[EXERCISE]
Print every line below exactly. Skip the pictures.

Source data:
===============
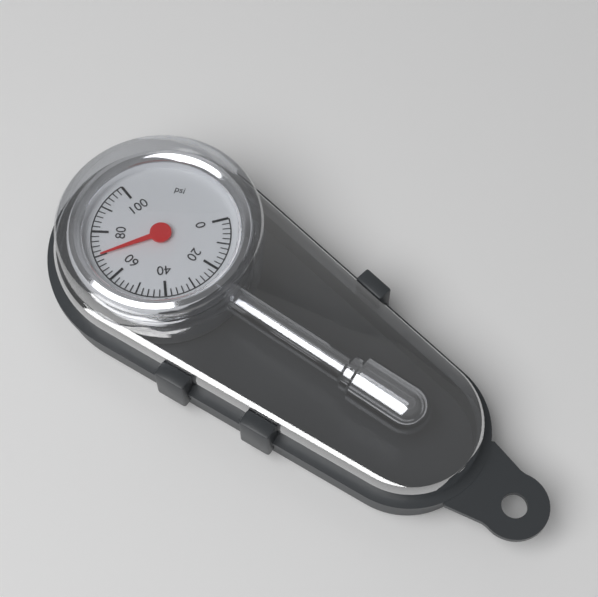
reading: 70 psi
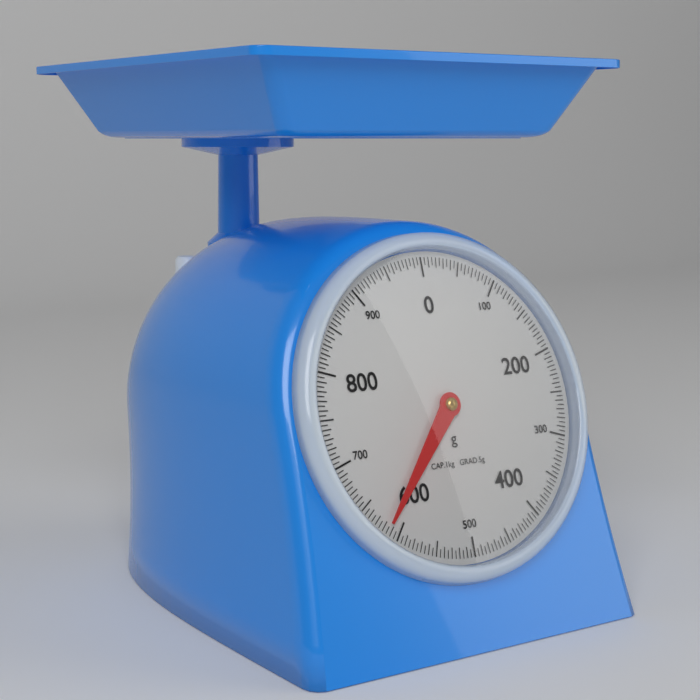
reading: 615 g
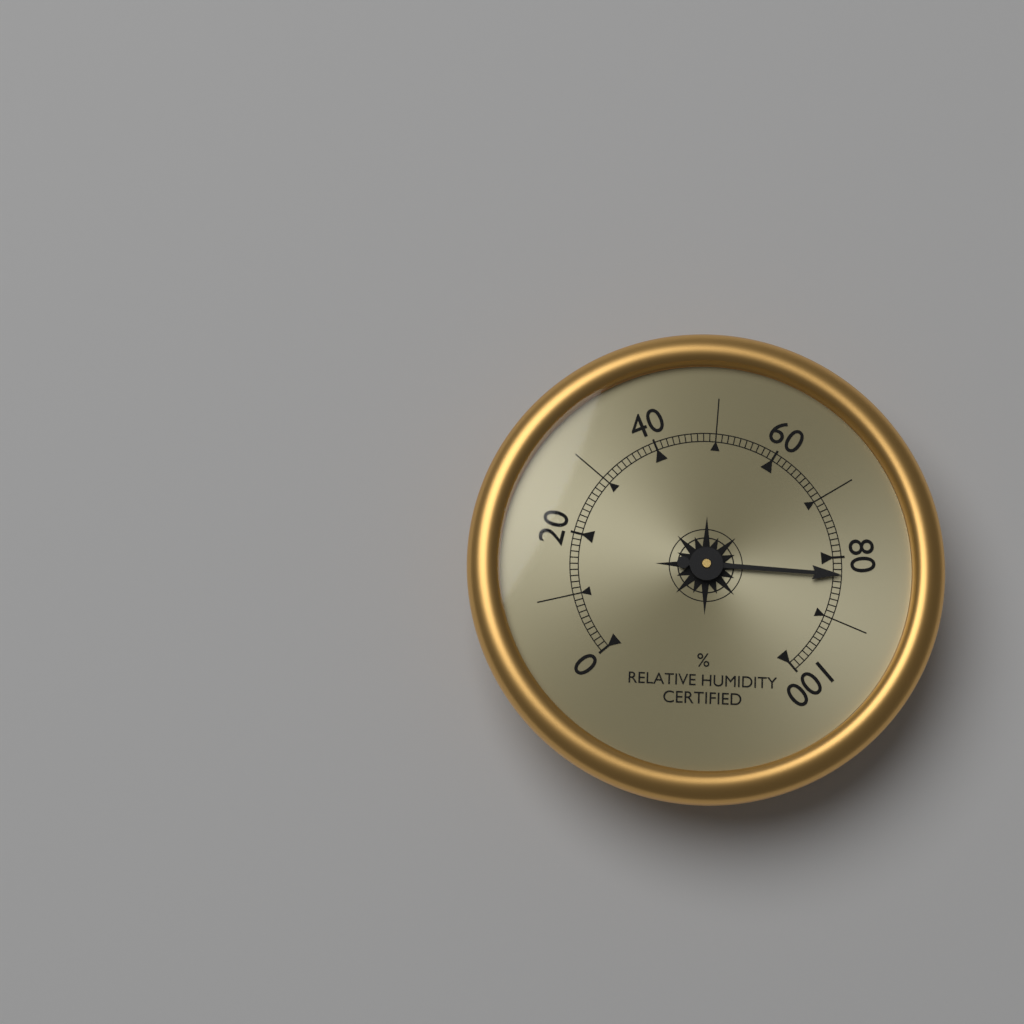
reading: 83 %
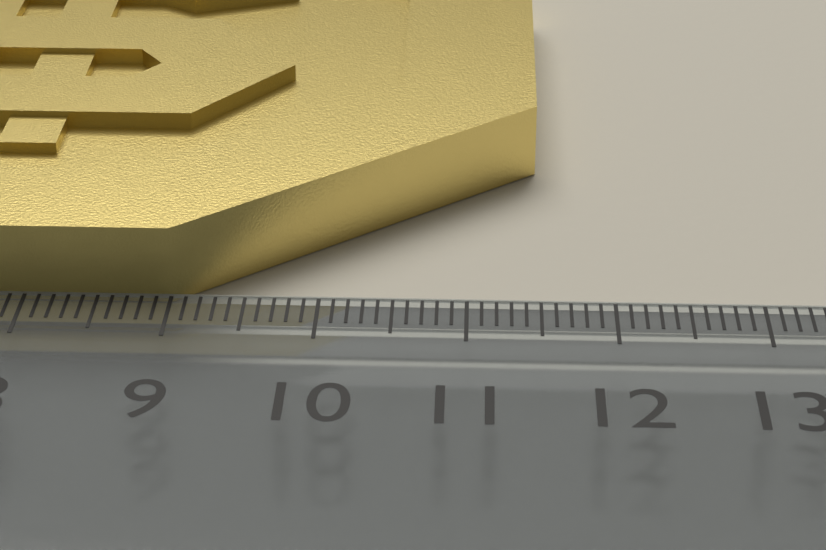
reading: 11.5 cm
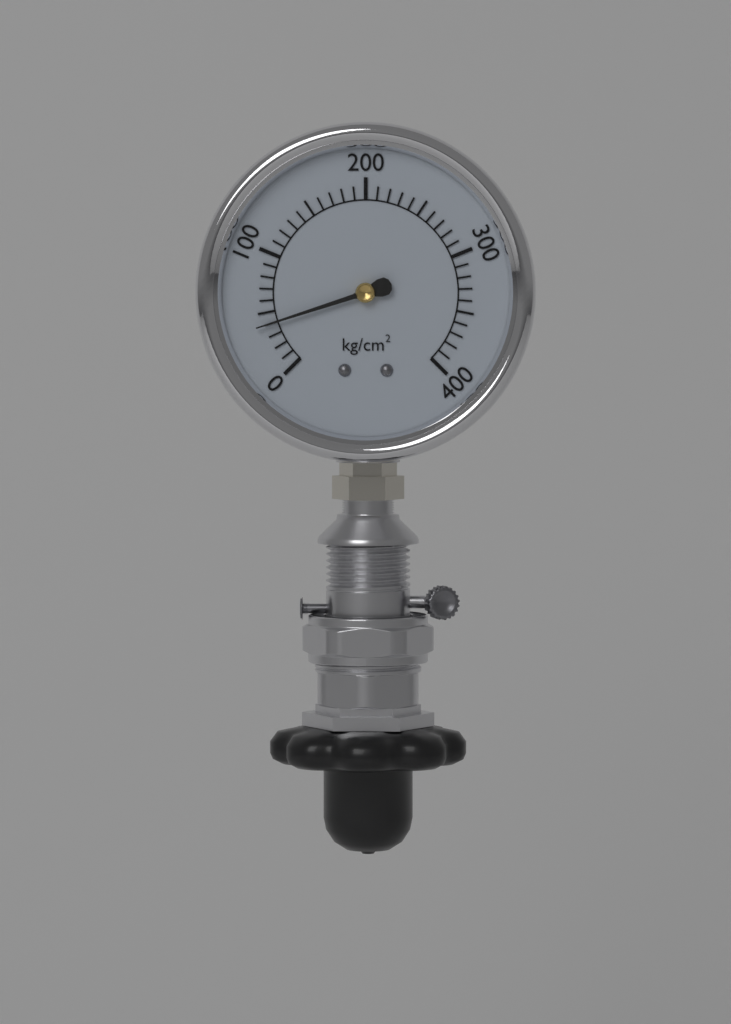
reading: 40 kg/cm²
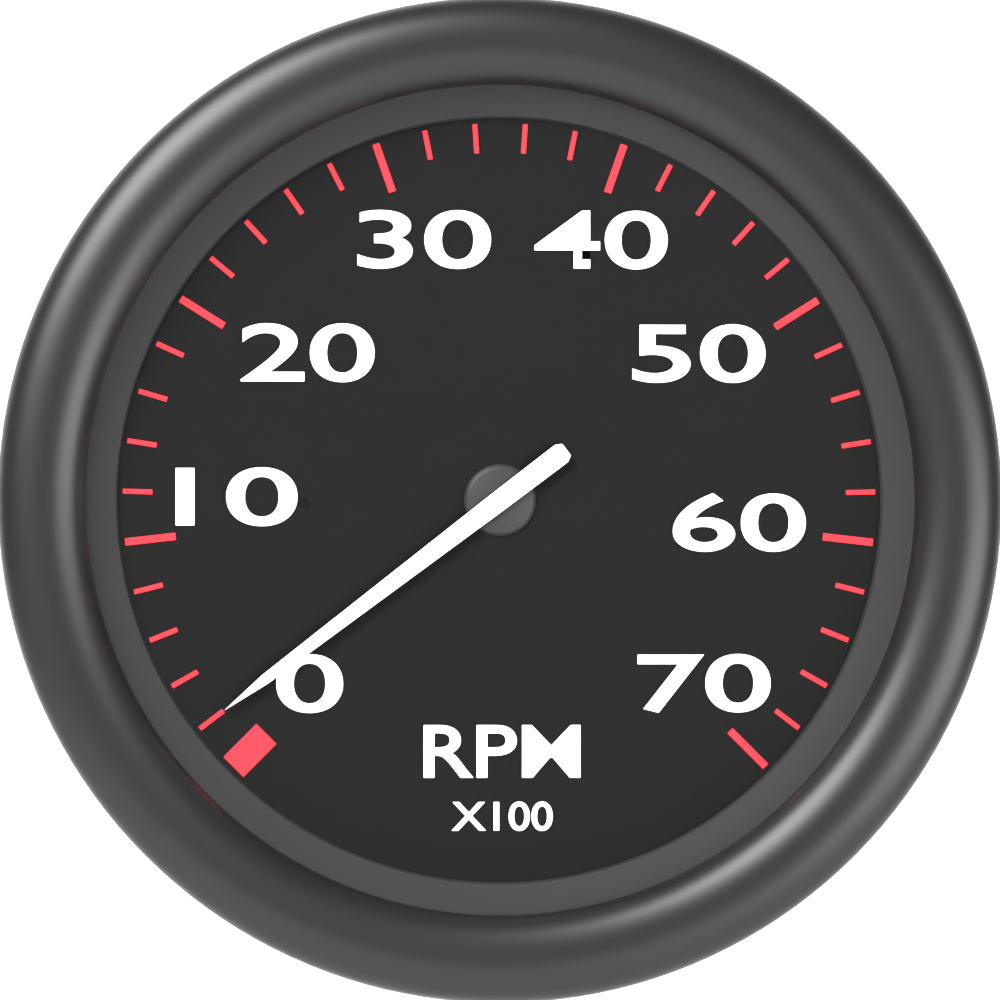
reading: 200 RPM
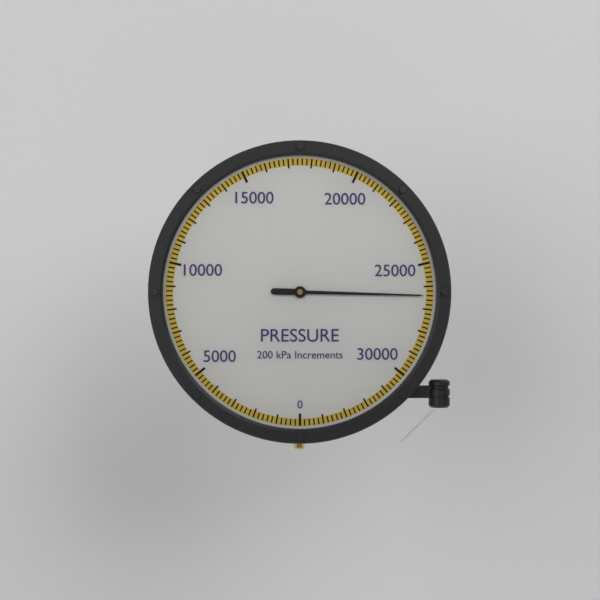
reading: 26400 kPa
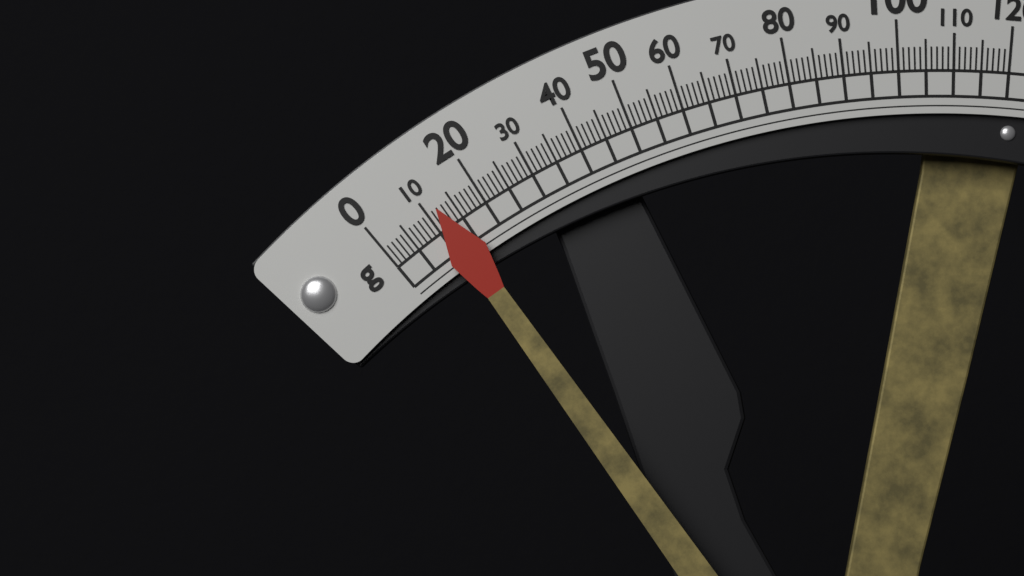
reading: 12 g
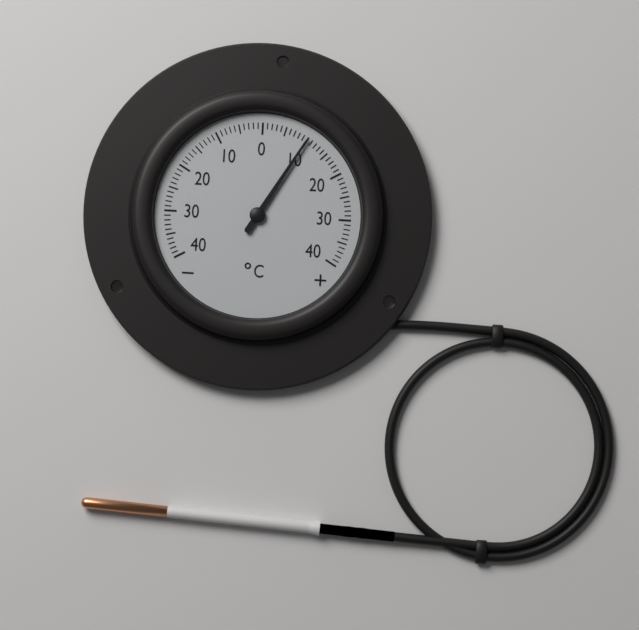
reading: 10 °C
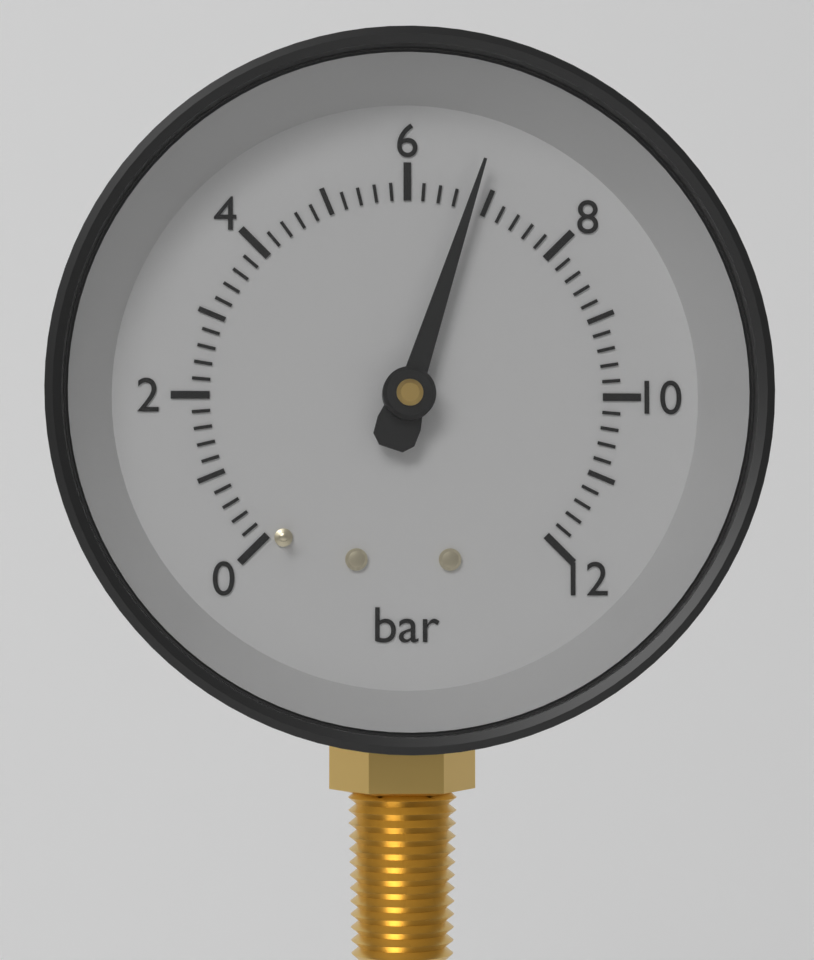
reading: 6.8 bar
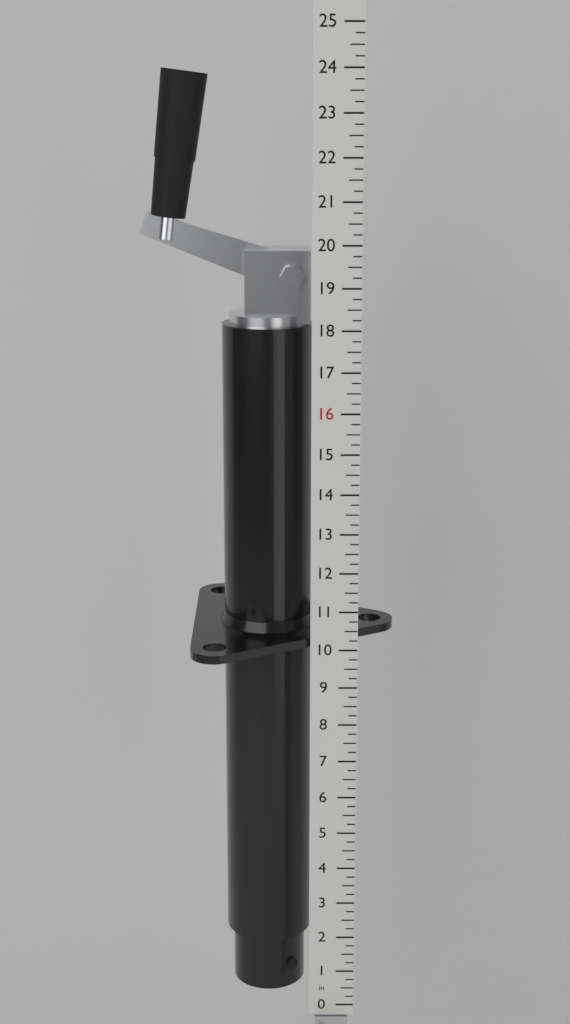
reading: 24.00 in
===============
[RESPONSE BOX]
reading: 70 psi
reading: 615 g
reading: 83 %
reading: 11.5 cm
reading: 40 kg/cm²
reading: 200 RPM
reading: 26400 kPa
reading: 12 g
reading: 10 °C
reading: 6.8 bar
reading: 24.00 in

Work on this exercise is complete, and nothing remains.